The thing was quite celebrated.
At the time, clichés such as “the global village” were drooled over.
It occurred to some that the phenomenon would have debatable consequences, such as Western deindustrialization.
But, as far as I can remember, few predicted then that the biggest problem of globalization would consist of coming face to face with “the other”.
with the migrant.
The only available precedent for mass emigration, the transfer of more than 50 million Europeans to the United States during the 19th century, was something very different: there were no "others", because the "others", the natives, had practically been exterminated.
Here and now, immigration shows that the supposed moral foundations of the European Union (respect for human dignity, freedom, equality, etc.) are bullshit, things that are said just because they sound good, pure verbal onanism.
What happened on June 24 at the Melilla border (the "violent attack", according to Pedro Sánchez) is nothing more than another horrific event in today's bloodiest war: the one that sows corpses, no one knows how many , the path of despair towards Europe.

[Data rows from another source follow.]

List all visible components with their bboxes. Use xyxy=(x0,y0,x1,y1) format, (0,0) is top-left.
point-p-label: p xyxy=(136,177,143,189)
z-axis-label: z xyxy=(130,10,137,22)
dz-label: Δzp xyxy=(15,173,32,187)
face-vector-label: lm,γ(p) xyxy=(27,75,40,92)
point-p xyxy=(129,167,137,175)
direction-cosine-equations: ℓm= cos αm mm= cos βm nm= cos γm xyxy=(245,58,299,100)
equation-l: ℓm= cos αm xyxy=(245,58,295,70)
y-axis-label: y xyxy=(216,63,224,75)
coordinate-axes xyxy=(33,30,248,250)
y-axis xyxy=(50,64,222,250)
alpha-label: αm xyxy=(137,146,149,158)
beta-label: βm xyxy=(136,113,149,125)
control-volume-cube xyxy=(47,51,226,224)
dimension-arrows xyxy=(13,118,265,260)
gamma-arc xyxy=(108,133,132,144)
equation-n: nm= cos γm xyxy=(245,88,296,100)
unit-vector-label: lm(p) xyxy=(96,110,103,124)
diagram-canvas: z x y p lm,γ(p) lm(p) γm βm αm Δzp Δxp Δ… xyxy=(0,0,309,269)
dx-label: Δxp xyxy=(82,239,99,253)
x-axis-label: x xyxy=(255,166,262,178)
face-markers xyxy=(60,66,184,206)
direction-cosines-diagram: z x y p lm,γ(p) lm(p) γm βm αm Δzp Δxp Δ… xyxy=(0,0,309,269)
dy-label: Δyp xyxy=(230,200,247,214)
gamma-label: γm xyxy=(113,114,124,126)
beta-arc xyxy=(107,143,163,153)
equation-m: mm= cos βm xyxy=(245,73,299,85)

We can say that it is not our fault.
And we do it.
It's the market, man.
Remember Keynes's phrase (“the most wicked men…”) a few paragraphs above.
Do not trust that politics put a stop to the pain of "the others" and our moral degradation.
This will last as long as the current phase of capitalism lasts: free movement of money and goods, fences and weapons (increasingly subcontracted to third countries, in that we Europeans are clean) against people.